The Beauty Myth

Connection to women's studies

Within women's studies, scholars posit that the Beauty Myth is a powerful force that keeps women focused on and distracted by body image and that provides both men and women with a way to judge and limit women due to their physical appearance. Magazines, posters, television ads and social media sites are, in this hypothesis, among the many platforms today that perpetuate beauty standards for both men and women. The daily presence and circulation of these platforms, it is argued, makes escaping these ideals almost impossible. Women and men alike are faced with ideal bodies, bodies that are marketed as attainable through diets and gym memberships. However, for most people these beauty standards are neither healthy nor achievable through diet or exercise. Women often place a greater importance on weight loss than on maintaining a healthy average weight, and they commonly make great financial and physical sacrifices to reach these goals. Yet failing to embody these ideals makes women targets of criticism and societal scrutiny.

Perfectionistic, unattainable goals are cited as an explanation for the increasing rates of plastic surgery and anorexia nervosa. Anorexia is one of the most prevalent eating disorders in Western countries "affecting an estimated 2.5 million people in the United States alone."[8] Of this number, more than 90 percent of anorexics are girls and young women. They suffer from a "serious mental health disease that involves compulsive dieting and drastic weight loss". This weight loss is the result of deliberate self-starvation to achieve a thinner appearance, and it is frequently associated with the disorder bulimia. Anorexia's deep psychological roots make it difficult to treat and often extend the recovery process into a life-long journey.

Some feminists believe the beauty myth is part of a system that reinforces male dominance. According to Naomi Wolf, as women increasingly focus their attention on their physical appearance, their focus on equal rights and treatment takes a lower priority. The same is argued in Simone de Beauvoir's The Second Sex, in which she recounts the effects of societies that condition adolescent girls and young women to behave in feminine ways. According to Beauvoir, these changes encompass a "huge array of social expectations including physical appearance, but unlike the social expectations on boys, the social expectations on girls and women usually inhibit them from acting freely".[9] In her argument, Beauvoir cites things such as clothing, make-up, diction and manners as subjects of scrutiny that women face but men do not.

According to Dr. Vivian Diller's book Face It: What Women Really Feel as their Looks Change and What to Do About It, "most women agree, reporting the good looks continue to be associated with respect, legitimacy, and power in their relationships".[10] Diller writes that in the commercial world, hiring, evaluations and promotions based on physical appearance push women to place the importance of beauty above that of their work and skills.

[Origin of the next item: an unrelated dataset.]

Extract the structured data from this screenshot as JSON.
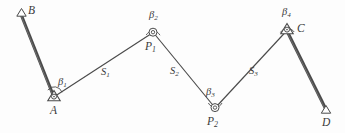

Over the course of history, beauty ideals for women have changed drastically to represent societal views.[11] Women with fair skin were idealized and segregated and used to justify the unfair treatment of dark-skinned women. In the early 1900s, the ideal female body was represented by a pale complexion and cinched-waist; freckles, sun spots, and/or skin imperfections led to scrutiny by others. In 1920, women with a thinner frame and small bust were seen as beautiful, while the ideal body type of full-chested, hourglass figures began in the early 1950s, leading to a spike in plastic surgery and eating disorders. Society is continually shifting the socially constructed ideals of beauty imposed on women.